Columbus was dining with many Spanish nobles when one of them said: 'Sir Christopher, even if your lordship had not discovered the Indies, there would have been, here in Spain, which is a country abundant with great men knowledgeable in cosmography and literature, one who would have started a similar adventure with the same result.' Columbus did not respond to these words but asked for a whole egg to be brought to him. He placed it on the table and said: 'My lords, I will lay a wager with any of you that you are unable to make this egg stand on its end like I will do without any kind of help or aid.' They all tried without success and when the egg returned to Columbus, he tapped it gently on the table breaking it slightly and, with this, the egg stood on its end.

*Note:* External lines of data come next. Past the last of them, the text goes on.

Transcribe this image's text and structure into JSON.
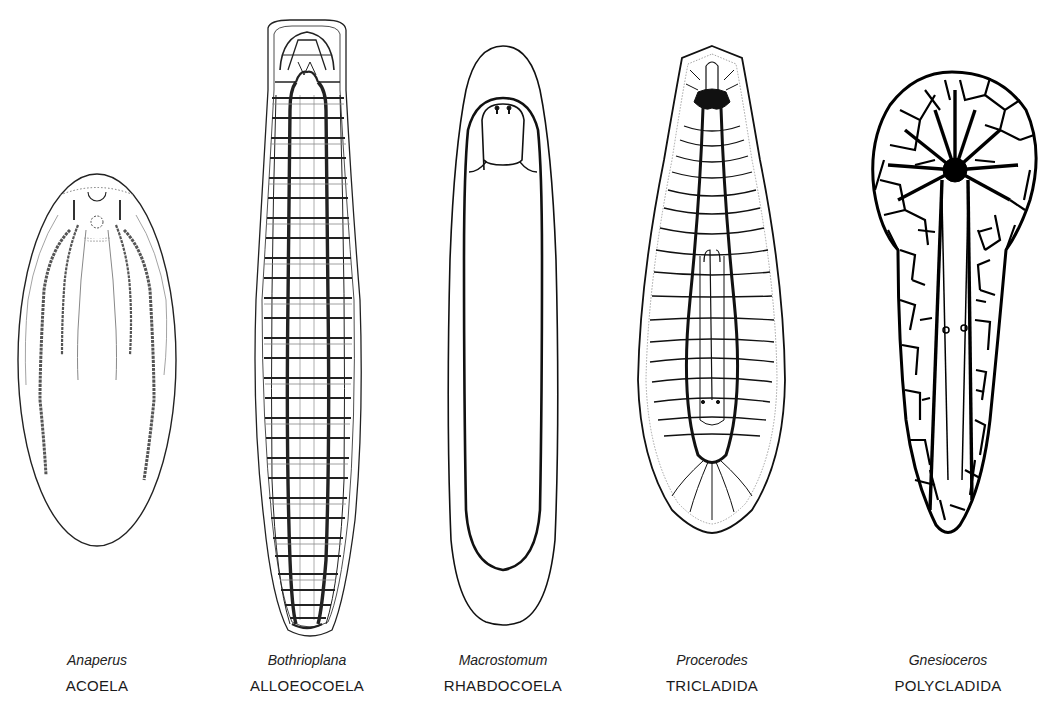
{
  "figure": {
    "specimens": [
      {
        "genus": "Anaperus",
        "order": "ACOELA",
        "center_x": 97
      },
      {
        "genus": "Bothrioplana",
        "order": "ALLOEOCOELA",
        "center_x": 307
      },
      {
        "genus": "Macrostomum",
        "order": "RHABDOCOELA",
        "center_x": 503
      },
      {
        "genus": "Procerodes",
        "order": "TRICLADIDA",
        "center_x": 712
      },
      {
        "genus": "Gnesioceros",
        "order": "POLYCLADIDA",
        "center_x": 948
      }
    ],
    "colors": {
      "ink": "#111111",
      "background": "#ffffff",
      "stipple": "#555555"
    }
  }
}
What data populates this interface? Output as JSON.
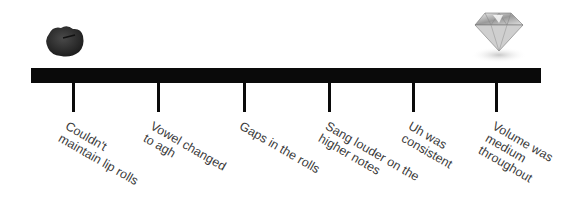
{
  "diagram": {
    "type": "timeline-scale",
    "left_end": {
      "icon": "rock-icon",
      "meaning": "rough"
    },
    "right_end": {
      "icon": "diamond-icon",
      "meaning": "polished"
    },
    "colors": {
      "bar": "#0a0a0a",
      "text": "#3a3a3a",
      "background": "#ffffff"
    },
    "items": [
      {
        "label": "Couldn't\nmaintain lip rolls"
      },
      {
        "label": "Vowel changed\nto agh"
      },
      {
        "label": "Gaps in the rolls"
      },
      {
        "label": "Sang louder on the\nhigher notes"
      },
      {
        "label": "Uh was\nconsistent"
      },
      {
        "label": "Volume was\nmedium\nthroughout"
      }
    ]
  }
}
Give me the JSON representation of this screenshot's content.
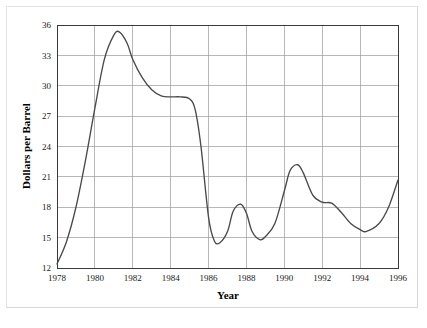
{
  "chart_data": {
    "type": "line",
    "title": "",
    "xlabel": "Year",
    "ylabel": "Dollars per Barrel",
    "xlim": [
      1978,
      1996
    ],
    "ylim": [
      12,
      36
    ],
    "grid": true,
    "legend": "none",
    "x_ticks": [
      1978,
      1980,
      1982,
      1984,
      1986,
      1988,
      1990,
      1992,
      1994,
      1996
    ],
    "y_ticks": [
      12,
      15,
      18,
      21,
      24,
      27,
      30,
      33,
      36
    ],
    "line_color": "#4a4a4a",
    "series": [
      {
        "name": "Crude Oil Price",
        "x": [
          1978.0,
          1978.5,
          1979.0,
          1979.5,
          1980.0,
          1980.5,
          1981.0,
          1981.3,
          1981.7,
          1982.0,
          1982.5,
          1983.0,
          1983.5,
          1984.0,
          1984.5,
          1985.0,
          1985.3,
          1985.6,
          1986.0,
          1986.3,
          1986.6,
          1987.0,
          1987.3,
          1987.7,
          1988.0,
          1988.3,
          1988.7,
          1989.0,
          1989.5,
          1990.0,
          1990.3,
          1990.7,
          1991.0,
          1991.5,
          1992.0,
          1992.5,
          1993.0,
          1993.5,
          1994.0,
          1994.3,
          1995.0,
          1995.5,
          1996.0
        ],
        "y": [
          12.4,
          14.6,
          18.0,
          22.6,
          27.8,
          32.6,
          35.0,
          35.3,
          34.2,
          32.6,
          30.8,
          29.6,
          29.0,
          28.9,
          28.9,
          28.7,
          27.6,
          24.0,
          17.0,
          14.7,
          14.5,
          15.6,
          17.6,
          18.3,
          17.4,
          15.6,
          14.8,
          15.1,
          16.4,
          19.6,
          21.6,
          22.2,
          21.4,
          19.2,
          18.5,
          18.4,
          17.5,
          16.4,
          15.8,
          15.6,
          16.4,
          18.0,
          20.7
        ]
      }
    ]
  },
  "axes": {
    "y_title": "Dollars per Barrel",
    "x_title": "Year",
    "x_tick_labels": [
      "1978",
      "1980",
      "1982",
      "1984",
      "1986",
      "1988",
      "1990",
      "1992",
      "1994",
      "1996"
    ],
    "y_tick_labels": [
      "12",
      "15",
      "18",
      "21",
      "24",
      "27",
      "30",
      "33",
      "36"
    ]
  }
}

All those present were confounded and understood what he meant: that once the feat has been done, anyone knows how to do it.

The factual accuracy of this story is called into question by its similarity to another tale published fifteen years earlier (while Benzoni was still traveling in the Americas) by painter and architect Giorgio Vasari. According to Vasari, the young Italian architect Filippo Brunelleschi had designed an unusually large and heavy dome for Santa Maria del Fiore, the cathedral (Duomo) in Florence, Italy. City officials had asked to see his model, but he refused, proposing instead:

That whosoever could make an egg stand upright on a flat piece of marble should build the cupola, since thus each man's intellect would be discerned. Taking an egg, therefore, all those Masters sought to make it stand upright, but not one could find a way. Whereupon Filippo, being told to make it stand, took it graciously, and, giving one end of it a blow on the flat piece of marble, made it stand upright. The craftsmen protested that they could have done the same; but Filippo answered, laughing, that they could also have raised the cupola, if they had seen the model or the design. And so it was resolved that he should be commissioned to carry out this work.

When the church was finally built it had the shape of half an egg slightly flattened at the top.

Mary Shelley mentions Columbus's egg in her Introduction to the Third Edition of Frankenstein, writing "In all matters of discovery and invention, even of those that appertain to the imagination, we are continually reminded of the story of Columbus and his egg. Invention consists in the capacity of seizing on the capabilities of a subject, and in the power of moulding and fashioning ideas suggested to it."

Adolf Hitler uses the metaphor is his autobiographical Mein Kampf, saying that "Columbus's eggs lie around by the hundreds of thousands, but Columbuses are met with less frequency".